# TASK GOAL
Your answer should repeat exactly the lines from the one holding "is (916, 588)." through the end of the data, and it should contain no pictures.

^^^^

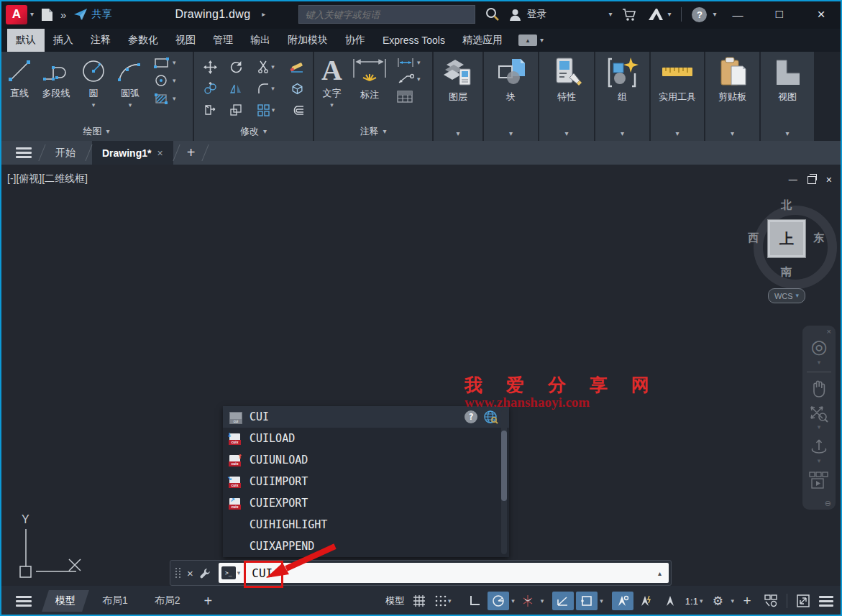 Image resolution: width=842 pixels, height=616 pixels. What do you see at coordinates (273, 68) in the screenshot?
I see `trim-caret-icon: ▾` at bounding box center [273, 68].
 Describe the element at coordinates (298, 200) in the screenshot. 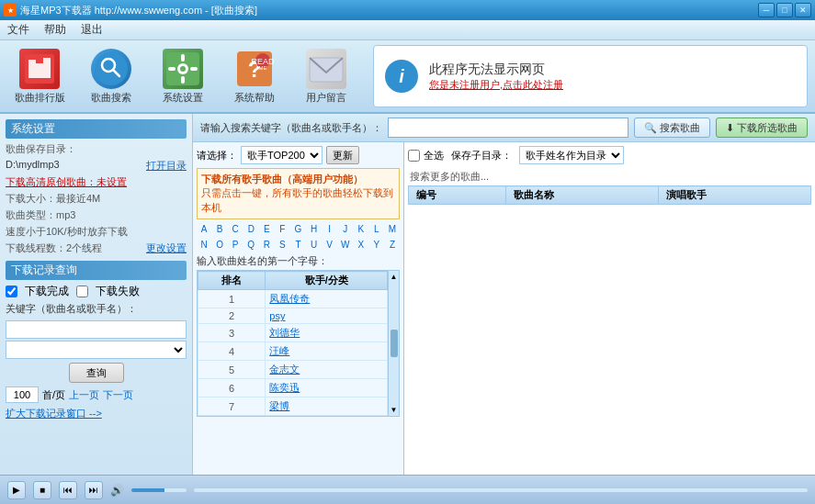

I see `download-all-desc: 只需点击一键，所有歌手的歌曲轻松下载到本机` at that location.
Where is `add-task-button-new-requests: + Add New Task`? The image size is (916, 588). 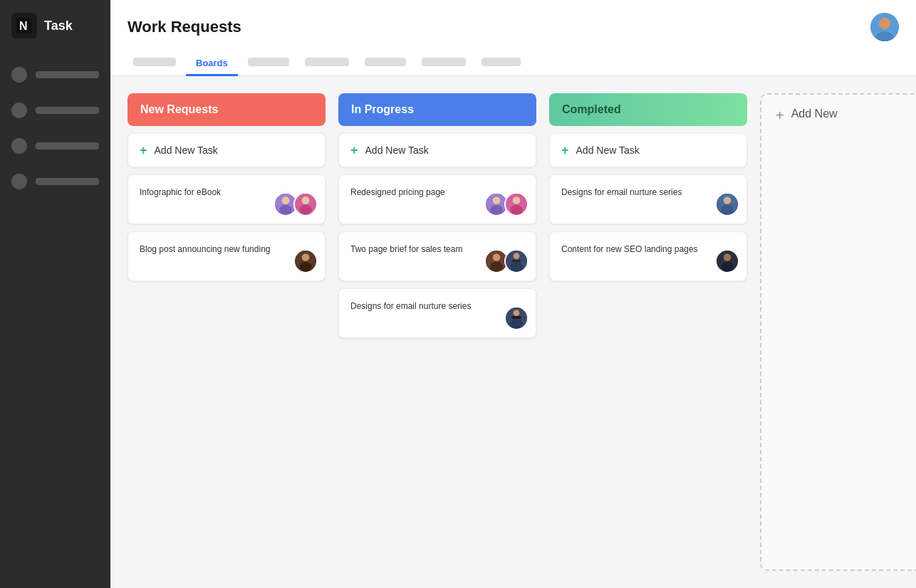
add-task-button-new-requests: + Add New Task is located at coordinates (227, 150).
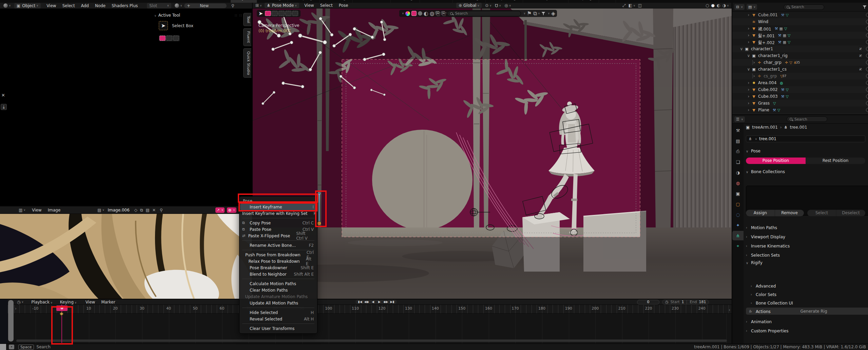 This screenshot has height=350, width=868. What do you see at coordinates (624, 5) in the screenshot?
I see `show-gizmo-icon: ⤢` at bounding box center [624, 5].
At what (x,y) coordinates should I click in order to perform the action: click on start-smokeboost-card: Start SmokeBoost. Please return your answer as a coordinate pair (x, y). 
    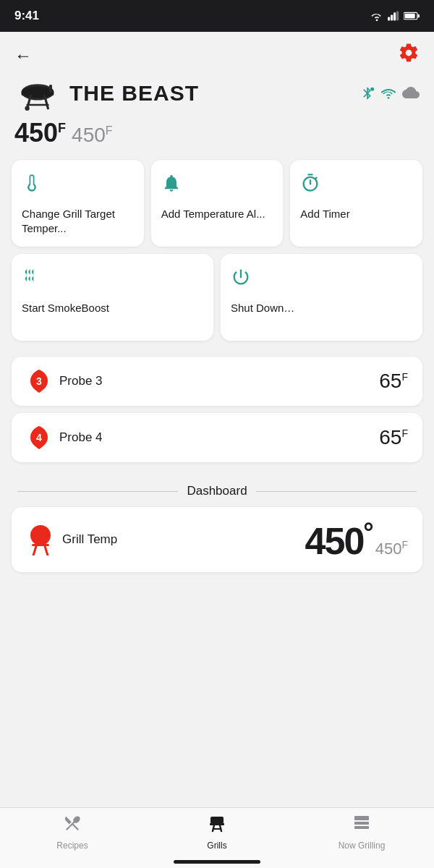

^^^^

# ANSWER BOX
Where is `add-task-button-new-requests: + Add New Task`? The image size is (916, 588). 
add-task-button-new-requests: + Add New Task is located at coordinates (227, 150).
 This screenshot has height=350, width=868. What do you see at coordinates (624, 5) in the screenshot?
I see `show-gizmo-icon: ⤢` at bounding box center [624, 5].
At what (x,y) coordinates should I click in order to perform the action: click on start-smokeboost-card: Start SmokeBoost. Please return your answer as a coordinate pair (x, y). 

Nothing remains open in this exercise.